Or how about when you have a word on the tip of your tongue, and can’t quite seem to access it, only to forget about trying, so you remember it later almost by accident?
How about those times when you try really hard to lose weight, only to find that you have either gained or stayed the same, only to give up focusing on the weight, and then it almost magically drops off you?
Let me introduce you to Aldous Huxley’s Law of Reversed Effort.
“There is a Law of Reversed Effort. The harder we try with the conscious will to do something, the less we shall succeed.
Proficiency and the results of proficiency come only to those who have learned the paradoxical art of doing and not doing, or combining relaxation with activity, of letting go as a person in order that the immanent and transcendent Unknown Quantity may take hold.
We cannot make ourselves understand; the most we can do is to foster a state of mind, in which understanding may come to us.
- Aldous Huxley -
So how might this relate to floatation therapy you might ask?
Well, imagine you are lying in the warm tank and it’s your first float. You don’t know what to expect. You don’t even know what you’re “meant” to be doing, or thinking about for that matter. So you start thinking about that. You try and focus on your breath, but your mind is still active. You try and meditate, but still you seem to be more focused on your thoughts than before. You try and think about how you WANT to be feeling, and try and elicit relaxation that way, but its not working. You may even start to feel a little frustrated at the fact that the things you are trying you don’t seem to be relaxing you, and you are still in dialogue with your mind. You start to accept the fact that you are simply not relaxing, and just think “Oh well, forget it. I’m just going to lie here.” And in that moment, something almost magic happens. You chose to let go of having any particular experience, and without actually trying, you seem to find yourself in the place you were trying to get to all along!
Michael Hutchinson mentions this phenomenon in his “Book of Floating” where he compares a first-time floaters experience as being similar to being hooked up to a biofeedback machine for the first time: “The harder they try to achieve the desired state, the more it escapes them, until they finally learn – almost by accident – to let go, and the state just happens”.
First-time floaters are encouraged to enter their floatation session with no goals, no strategies, no expectation of any particular outcome and to simply allow themselves to “just be”. According to John Turner, a neuroendocrinologist who has conducted research into floatation therapy on hundreds of subjects “We’ve found that novice floaters usually need to float four or five times before they really begin to get in touch”.
So, if its your first, second or even fifth session in the tank… just lie back, relax and allow your mind and subconscious to drift to wherever it wants to go, finding its own path into a deep relaxation.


- **Task to carry out**:
Give only the number of lines in the records that include "Active".

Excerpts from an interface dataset
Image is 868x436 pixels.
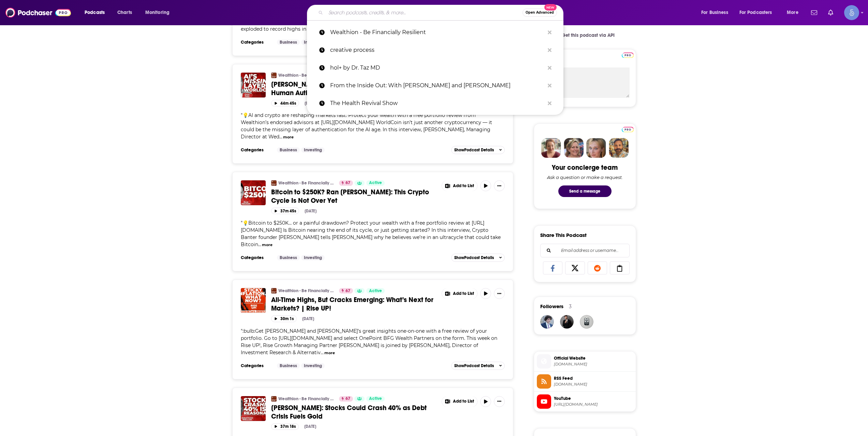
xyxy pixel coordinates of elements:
[301,363,325,368] a: Investing
[271,80,437,97] a: [PERSON_NAME]: AI, WorldCoin & the Future of Human Authentication
[113,7,136,18] a: Charts
[241,73,266,98] img: Dan Ives: AI, WorldCoin & the Future of Human Authentication
[537,354,633,368] a: Official Website[DOMAIN_NAME]
[277,255,300,260] a: Business
[787,8,799,17] span: More
[554,395,633,402] span: YouTube
[369,180,382,186] span: Active
[262,242,273,248] button: more
[547,174,623,180] div: Ask a question or make a request.
[280,134,282,140] span: ...
[277,147,300,153] a: Business
[826,7,836,18] a: Show notifications dropdown
[271,180,277,186] img: Wealthion - Be Financially Resilient
[271,396,277,402] a: Wealthion - Be Financially Resilient
[494,288,505,299] button: Show More Button
[844,5,859,20] button: Show profile menu
[271,80,414,97] span: [PERSON_NAME]: AI, WorldCoin & the Future of Human Authentication
[346,180,350,186] span: 67
[271,403,437,421] a: [PERSON_NAME]: Stocks Could Crash 40% as Debt Crisis Fuels Gold
[540,315,554,329] img: Synominimus
[522,9,557,17] button: Open AdvancedNew
[145,8,169,17] span: Monitoring
[565,262,585,274] a: Share on X/Twitter
[541,138,561,158] img: Sydney Profile
[271,100,299,106] button: 44m 45s
[739,8,772,17] span: For Podcasters
[610,262,630,274] a: Copy Link
[346,395,350,402] span: 67
[569,303,572,309] div: 3
[304,424,316,429] div: [DATE]
[241,180,266,205] img: Bitcoin to $250K? Ran Neuner: This Crypto Cycle Is Not Over Yet
[346,287,350,294] span: 67
[271,295,433,313] span: All-Time Highs, But Cracks Emerging: What’s Next for Markets? | Rise UP!
[241,112,492,140] span: "
[453,399,474,404] span: Add to List
[560,315,574,329] img: JohirMia
[330,77,544,95] p: From the Inside Out: With Rivkah Krinsky and Eda Schottenstein
[442,180,478,191] button: Show More Button
[278,396,335,402] a: Wealthion - Be Financially Resilient
[537,374,633,388] a: RSS Feed[DOMAIN_NAME]
[258,242,261,247] span: ...
[6,6,71,19] a: Podchaser - Follow, Share and Rate Podcasts
[540,56,630,68] label: My Notes
[559,185,611,197] button: Send a message
[540,232,587,238] h3: Share This Podcast
[301,255,325,260] a: Investing
[554,361,633,367] span: wealthion.com
[324,350,335,356] button: more
[453,291,474,296] span: Add to List
[241,396,266,421] a: Jonathan Wellum: Stocks Could Crash 40% as Debt Crisis Fuels Gold
[330,59,544,77] p: hol+ by Dr. Taz MD
[609,138,629,158] img: Jon Profile
[554,402,633,407] span: https://www.youtube.com/@Wealthion
[526,11,554,14] span: Open Advanced
[271,288,277,294] img: Wealthion - Be Financially Resilient
[305,101,316,106] div: [DATE]
[546,244,624,257] input: Email address or username...
[117,8,132,17] span: Charts
[454,363,494,368] span: Show Podcast Details
[701,8,728,17] span: For Business
[305,209,316,213] div: [DATE]
[451,146,505,154] button: ShowPodcast Details
[454,147,494,153] span: Show Podcast Details
[494,396,505,407] button: Show More Button
[271,295,437,313] a: All-Time Highs, But Cracks Emerging: What’s Next for Markets? | Rise UP!
[330,95,544,112] p: The Health Revival Show
[844,5,859,20] img: User Profile
[622,52,634,58] a: Pro website
[271,208,299,214] button: 37m 45s
[735,7,782,18] button: open menu
[580,315,594,329] a: FinPodReview
[241,328,497,356] span: "
[622,127,634,133] img: Podchaser Pro
[330,41,544,59] p: creative process
[326,7,522,18] input: Search podcasts, credits, & more...
[283,134,294,140] button: more
[307,77,563,95] a: From the Inside Out: With [PERSON_NAME] and [PERSON_NAME]
[494,180,505,191] button: Show More Button
[278,288,335,294] a: Wealthion - Be Financially Resilient
[339,396,353,402] a: 67
[369,395,382,402] span: Active
[588,262,607,274] a: Share on Reddit
[366,180,385,186] a: Active
[301,147,325,153] a: Investing
[241,220,501,247] span: 💡Bitcoin to $250K… or a painful drawdown? Protect your wealth with a free portfolio review at [UR...
[271,423,299,430] button: 37m 18s
[241,11,499,32] span: "
[271,188,437,205] a: Bitcoin to $250K? Ran [PERSON_NAME]: This Crypto Cycle Is Not Over Yet
[307,95,563,112] a: The Health Revival Show
[241,40,272,45] h3: Categories
[241,255,272,260] h3: Categories
[622,52,634,58] img: Podchaser Pro
[271,73,277,78] img: Wealthion - Be Financially Resilient
[586,138,606,158] img: Jules Profile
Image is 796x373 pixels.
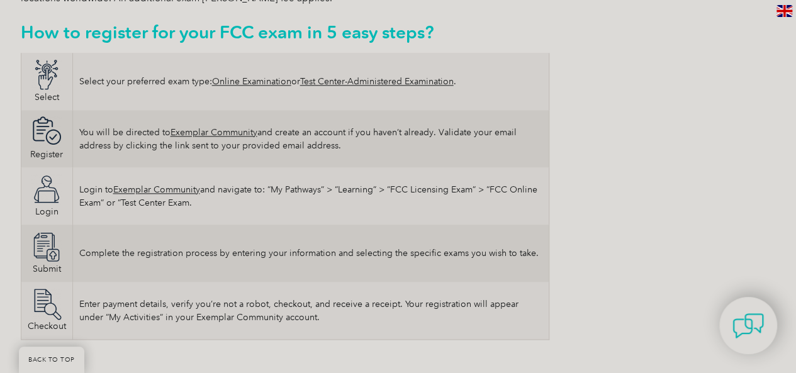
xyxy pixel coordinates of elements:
[21,225,72,282] td: Submit
[72,282,548,340] td: Enter payment details, verify you’re not a robot, checkout, and receive a receipt. Your registrat...
[21,167,72,225] td: Login
[21,53,72,110] td: Select
[21,110,72,167] td: Register
[776,5,792,17] img: en
[21,22,549,42] h2: How to register for your FCC exam in 5 easy steps?
[21,282,72,340] td: Checkout
[300,76,453,87] a: Test Center-Administered Examination
[19,347,84,373] a: BACK TO TOP
[72,225,548,282] td: Complete the registration process by entering your information and selecting the specific exams y...
[72,167,548,225] td: Login to and navigate to: “My Pathways” > “Learning” > “FCC Licensing Exam” > “FCC Online Exam” o...
[72,53,548,110] td: Select your preferred exam type: or .
[732,310,764,342] img: contact-chat.png
[72,110,548,167] td: You will be directed to and create an account if you haven’t already. Validate your email address...
[212,76,291,87] a: Online Examination
[170,127,257,138] a: Exemplar Community
[113,184,200,195] a: Exemplar Community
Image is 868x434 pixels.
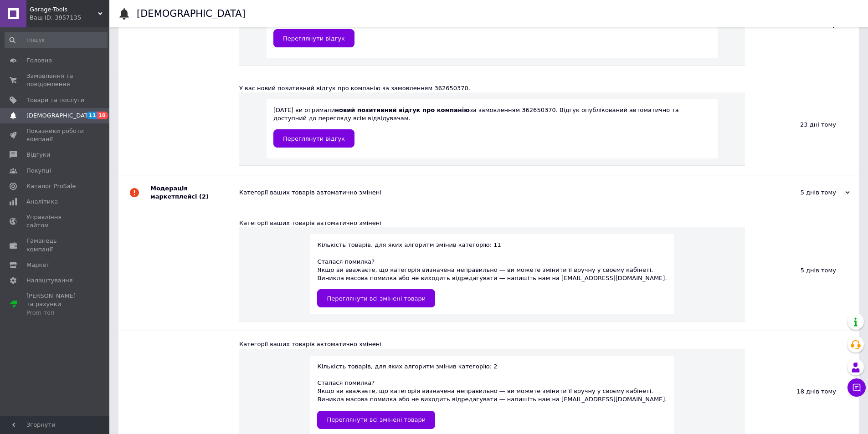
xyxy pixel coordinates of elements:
span: 11 [87,112,97,119]
span: Управління сайтом [27,213,85,230]
span: Аналітика [27,198,58,206]
span: [DEMOGRAPHIC_DATA] [27,112,94,120]
div: 5 днів тому [759,189,850,197]
div: Категорії ваших товарів автоматично змінені [239,189,759,197]
div: Ваш ID: 3957135 [30,14,109,22]
div: Категорії ваших товарів автоматично змінені [239,340,745,349]
span: Гаманець компанії [27,237,85,253]
a: Переглянути всі змінені товари [317,411,435,429]
span: [PERSON_NAME] та рахунки [27,292,85,317]
h1: [DEMOGRAPHIC_DATA] [137,8,245,19]
div: 5 днів тому [745,210,859,331]
span: Налаштування [27,277,73,285]
span: Головна [27,57,52,64]
span: Переглянути всі змінені товари [327,295,426,302]
b: новий позитивний відгук про компанію [335,107,470,113]
div: Модерація маркетплейсі [150,176,239,210]
span: Переглянути всі змінені товари [327,416,426,423]
div: Кількість товарів, для яких алгоритм змінив категорію: 2 Cталася помилка? Якщо ви вважаєте, що ка... [317,362,666,429]
span: Переглянути відгук [283,35,345,42]
span: Замовлення та повідомлення [27,72,85,88]
div: Кількість товарів, для яких алгоритм змінив категорію: 11 Cталася помилка? Якщо ви вважаєте, що к... [317,241,666,308]
span: Переглянути відгук [283,135,345,142]
a: Переглянути відгук [273,29,355,47]
div: [DATE] ви отримали за замовленням 362650370. Відгук опублікований автоматично та доступний до пер... [273,106,711,148]
span: Покупці [27,167,51,175]
div: 23 дні тому [745,75,859,175]
div: У вас новий позитивний відгук про компанію за замовленням 362650370. [239,85,745,92]
div: Категорії ваших товарів автоматично змінені [239,219,745,227]
a: Переглянути відгук [273,129,355,148]
input: Пошук [5,32,107,48]
span: Показники роботи компанії [27,127,85,144]
span: 10 [97,112,107,119]
a: Переглянути всі змінені товари [317,290,435,308]
span: Каталог ProSale [27,182,75,191]
span: Маркет [27,261,49,269]
span: Відгуки [27,151,50,159]
span: Товари та послуги [27,96,85,104]
button: Чат з покупцем [847,379,865,397]
span: (2) [199,193,209,200]
span: Garage-Tools [30,5,98,14]
div: Prom топ [27,309,85,317]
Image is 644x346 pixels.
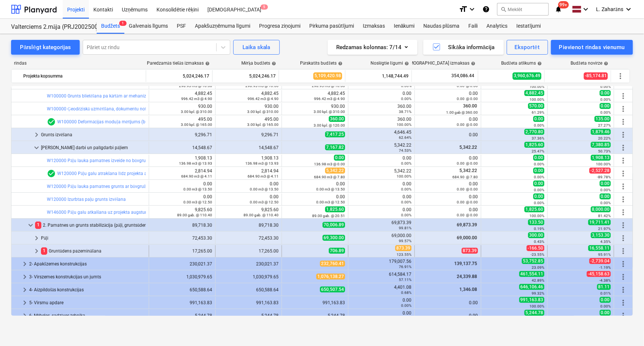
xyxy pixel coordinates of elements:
small: 684.90 m3 @ 4.11 [182,174,212,179]
div: 360.00 [351,117,412,127]
span: Vairāk darbību [619,182,628,191]
div: Ienākumi [390,19,419,33]
div: Pievienot rindas vienumu [559,43,625,52]
div: 179,007.56 [351,259,412,269]
div: Progresa ziņojumi [254,19,305,33]
small: 76.91% [399,265,412,269]
small: 684.90 @ 7.80 [453,175,478,179]
div: Valterciems 2.māja (PRJ2002500) - 2601936 [11,23,88,31]
small: 0.00% [401,161,412,166]
div: 5,024,246.17 [215,70,276,82]
div: 360.00 [351,104,412,114]
span: 69,300.00 [322,235,345,241]
span: help [204,61,210,65]
small: 3.00 kpl. @ 120.00 [314,124,345,127]
div: 0.00 [285,182,345,192]
small: 3.00 kpl. @ 310.00 [181,110,212,114]
a: Faili [464,19,482,33]
span: keyboard_arrow_right [20,260,29,269]
small: 23.09% [532,266,545,269]
div: Budžeta novirze [571,61,608,66]
small: 89.00 gab. @ 110.40 [244,213,278,217]
a: Budžets1 [97,19,124,33]
button: Pārslēgt kategorijas [11,40,80,54]
small: 0.00% [401,213,412,217]
div: 1,148,744.49 [348,70,409,82]
a: Galvenais līgums [124,19,172,33]
button: Laika skala [233,40,280,54]
div: 0.00 [285,194,345,205]
span: Vairāk darbību [619,272,628,282]
span: 5,342.22 [459,145,478,150]
span: 0.00 [600,180,611,187]
div: Redzamas kolonnas : 7/14 [337,43,409,52]
div: Pārskatīts budžets [300,61,343,66]
span: -45,158.63 [587,271,611,277]
small: 0.00% [401,84,412,88]
div: 89,718.30 [219,222,278,228]
span: help [403,61,409,65]
span: Vairāk darbību [619,234,628,243]
small: 81.42% [598,214,611,218]
span: keyboard_arrow_right [32,130,41,139]
span: 19,711.41 [588,219,611,226]
div: 0.00 [219,182,278,192]
small: 100.00% [397,174,412,179]
a: Analytics [482,19,512,33]
small: 298.93 m3 @ 10.60 [246,84,278,88]
span: -2,739.04 [590,258,611,264]
span: help [536,61,542,65]
div: 0.00 [152,194,212,205]
small: 0.00 @ 0.00 [457,84,478,88]
small: 0.00% [401,97,412,101]
span: 1,825.60 [325,206,345,213]
span: 1,879.46 [591,129,611,135]
a: W120000 Izurbtas paļu grunts izvēšana [47,197,126,202]
small: 0.43% [534,240,545,244]
span: 0.00 [533,167,545,174]
small: 100.00% [596,162,611,166]
a: Pirkuma pasūtījumi [305,19,358,33]
span: keyboard_arrow_right [20,298,29,307]
span: 139,137.75 [454,261,478,266]
iframe: Chat Widget [607,311,644,346]
div: 0.00 [418,207,478,217]
small: -89.78% [597,175,611,179]
span: 461,554.11 [519,271,545,277]
div: 0.00 [351,91,412,101]
small: 0.00 m3 @ 12.50 [316,200,345,205]
small: 38.71% [399,110,412,114]
div: 0.00 [418,156,478,166]
button: Redzamas kolonnas:7/14 [328,40,417,54]
span: Vairāk darbību [619,130,628,139]
span: 5,342.22 [459,168,478,173]
span: 0.00 [600,103,611,109]
div: 0.00 [152,182,212,192]
div: 72,453.30 [152,235,212,241]
small: 3.00 kpl. @ 165.00 [181,122,212,127]
span: Vairāk darbību [619,298,628,307]
span: Rindas vienumam ir 1 PSF [47,117,56,126]
a: W146000 Pāļu galu atkalšana uz projekta augstuma atzīmēm, augstums 400mm, d450mm, tsk. būvgružu n... [47,210,295,215]
span: Rindas vienumam ir 1 PSF [47,169,56,178]
div: 230,021.37 [152,261,212,267]
span: 135.00 [595,116,611,122]
div: 0.00 [418,117,478,127]
div: Gruntūdens pazemināšana [41,245,146,257]
span: 8,000.00 [591,206,611,213]
span: 570.00 [528,103,545,109]
small: 20.22% [598,137,611,140]
small: 0.00% [601,111,611,114]
span: 2,770.80 [524,129,545,135]
small: 0.00 @ 0.00 [457,213,478,217]
small: 684.90 m3 @ 7.80 [314,175,345,179]
small: 27.27% [598,124,611,127]
div: Naudas plūsma [419,19,464,33]
span: keyboard_arrow_right [32,234,41,243]
small: 0.00% [601,201,611,205]
small: 0.19% [534,227,545,231]
div: 14,548.67 [152,145,212,150]
div: Budžeta atlikums [501,61,542,66]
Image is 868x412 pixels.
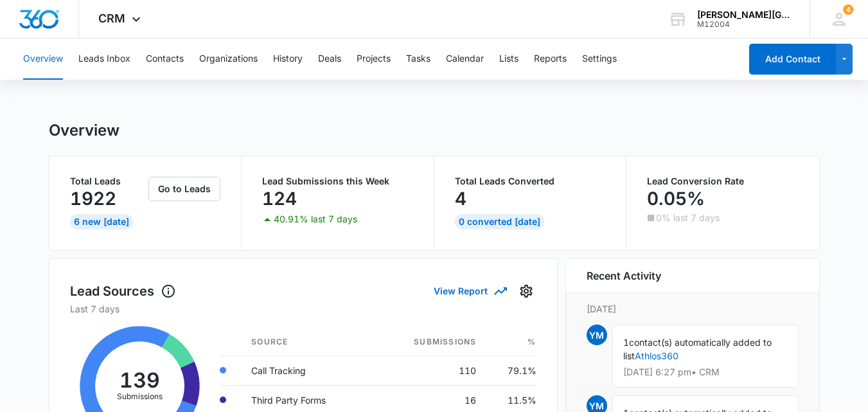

- **Answer below**:
3